Al Qaeda in Iraq, headed by Jordanian militant Abu Musab al-Zarqawi, said a day earlier that it had sentenced al-Sherif to death as an "apostate" for his country's support of the United States and the Iraqi government. The group has previously beheaded several foreign hostages, including three Americans.

Al-Sherif, who was sent to Baghdad in early June, was abducted from a Baghdad street late Saturday.

The video shows a man who appears to be the diplomat, blindfolded and wearing a polo shirt. He identifies himself as al-Sherif, says he is the head of the interests section in Iraq and gives his address. He then says he worked previously in Israel, where al-Sherif was part of the Egyptian embassy.

The claim's authenticity could not immediately be confirmed. Egyptian Foreign Ministry officials could not be immediately reached.

In related developments:

  • Eleven people were killed and 19 injured in a pair of car bombings in a town south of Baghdad. Police say one bomb went off at a car dealership, and the second went off at the entrance to the town of Jbala about a half-hour later. Police also report a car bomb explosion in the city of Kirkuk. They say one person was killed and another wounded - and that they apparently were rigging the car with explosives when the bomb went off prematurely.
  • Four Iraqi policemen were killed Wednesday and at least nine more wounded in separate attacks by insurgents in Baghdad.
  • The U.S. military said Wednesday it is holding five U.S. citizens suspected of insurgent activities in Iraq. They were captured separately and don't appear to have ties to one another, a Pentagon spokesman said. He declined to identify them, citing a Pentagon policy that prohibits identification of detainees.
  • A U.S. senator who criticized President Bush's Iraq policy at recent congressional hearings was in Baghdad for meetings with politicians, officials said. Sen. Carl Levin, the Senate Armed Services Committee's senior Democrat, was accompanied by several members of his staff.
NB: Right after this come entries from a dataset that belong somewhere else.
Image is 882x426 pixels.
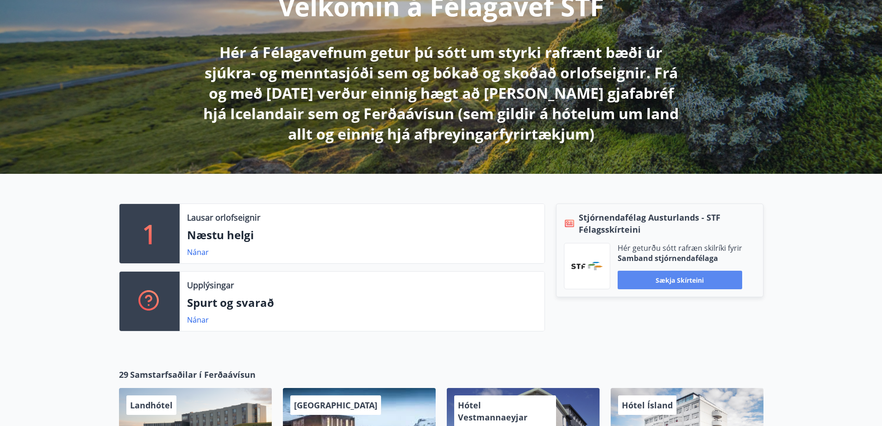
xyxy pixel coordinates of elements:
[187,211,260,223] p: Lausar orlofseignir
[187,315,209,325] a: Nánar
[119,368,128,380] span: 29
[572,262,603,270] img: vjCaq2fThgY3EUYqSgpjEiBg6WP39ov69hlhuPVN.png
[458,399,528,422] span: Hótel Vestmannaeyjar
[130,399,173,410] span: Landhótel
[187,247,209,257] a: Nánar
[130,368,256,380] span: Samstarfsaðilar í Ferðaávísun
[579,211,756,235] span: Stjórnendafélag Austurlands - STF Félagsskírteini
[142,216,157,251] p: 1
[197,42,686,144] p: Hér á Félagavefnum getur þú sótt um styrki rafrænt bæði úr sjúkra- og menntasjóði sem og bókað og...
[622,399,673,410] span: Hótel Ísland
[187,295,537,310] p: Spurt og svarað
[618,271,743,289] button: Sækja skírteini
[294,399,378,410] span: [GEOGRAPHIC_DATA]
[187,227,537,243] p: Næstu helgi
[618,243,743,253] p: Hér geturðu sótt rafræn skilríki fyrir
[187,279,234,291] p: Upplýsingar
[618,253,743,263] p: Samband stjórnendafélaga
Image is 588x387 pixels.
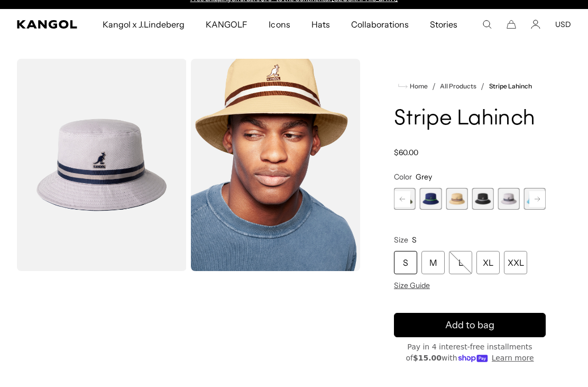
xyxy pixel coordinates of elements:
[428,80,435,93] li: /
[489,83,532,90] a: Stripe Lahinch
[416,172,432,182] span: Grey
[531,20,540,29] a: Account
[103,9,185,39] span: Kangol x J.Lindeberg
[394,148,418,157] span: $60.00
[311,9,330,39] span: Hats
[507,20,516,29] button: Cart
[445,318,494,332] span: Add to bag
[394,313,545,337] button: Add to bag
[301,9,340,39] a: Hats
[394,188,416,210] label: Oil Green
[17,20,78,28] a: Kangol
[446,188,467,210] label: Oat
[419,9,468,39] a: Stories
[524,188,545,210] label: Light Blue
[258,9,300,39] a: Icons
[394,188,416,210] div: 3 of 9
[476,251,499,274] div: XL
[394,80,545,93] nav: breadcrumbs
[17,59,187,271] img: color-grey
[17,59,360,271] product-gallery: Gallery Viewer
[407,83,428,90] span: Home
[394,172,412,182] span: Color
[555,20,571,29] button: USD
[92,9,196,39] a: Kangol x J.Lindeberg
[412,235,417,245] span: S
[446,188,467,210] div: 5 of 9
[191,59,360,271] img: oat
[471,188,493,210] label: Black
[394,251,417,274] div: S
[498,188,520,210] label: Grey
[269,9,290,39] span: Icons
[504,251,527,274] div: XXL
[449,251,472,274] div: L
[420,188,441,210] div: 4 of 9
[394,280,430,290] span: Size Guide
[394,235,408,245] span: Size
[476,80,484,93] li: /
[195,9,258,39] a: KANGOLF
[482,20,492,29] summary: Search here
[471,188,493,210] div: 6 of 9
[421,251,445,274] div: M
[340,9,419,39] a: Collaborations
[206,9,247,39] span: KANGOLF
[440,83,476,90] a: All Products
[524,188,545,210] div: 8 of 9
[420,188,441,210] label: Navy
[398,82,428,91] a: Home
[394,107,545,131] h1: Stripe Lahinch
[351,9,409,39] span: Collaborations
[430,9,457,39] span: Stories
[498,188,520,210] div: 7 of 9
    Last month, the Egyptian government said it would upgrade its mission in Iraq to full embassy status headed by an ambassador, which would have made al-Sherif the first Arab ambassador to Iraq's new government — although the move had not yet been officially made.

    The Web statement said al Qaeda had hoped to kidnap more ambassadors.

    "The reason we delayed the announcement of capturing the ambassador of the dictator Egypt was to be able to capture as many ambassadors as we can," it said, referring to the fact that al Qaeda didn't announce al-Sherif's abduction until several days later.

    The statement denounced the Egyptian government as "apostate" for its support of the United States. It said al-Sherif gave his captors under interrogation "information making clear the infidel nature of the (Egyptian) regime and his confessions have been recorded."

    "The Egyptian regime is one of the first to launch war on Islam and Muslims, since several decades," the statement said, pointing to Egypt's crackdown on Islamic militants on its own soil and its agreement to train Iraqi security forces.

    "It was first to obey the crusaders in ... sending the first ambassador to the (Iraqi) government," it said, referring to Egypt's announcement last month that it would send an ambassador to Baghdad, the first Arab government to do so.

    "Our sheik Abu Musab al-Zarqawi ... is determined to stand up to traitors and crusaders and all those who stand with them, and we vow to all the dictatorial nations that Iraq is not safe for infidels because God has empowered the mujahedeen," it said.

    Al Qaeda in Iraq has waged a campaign of attacks on Iraqi and U.S. forces in Iraq.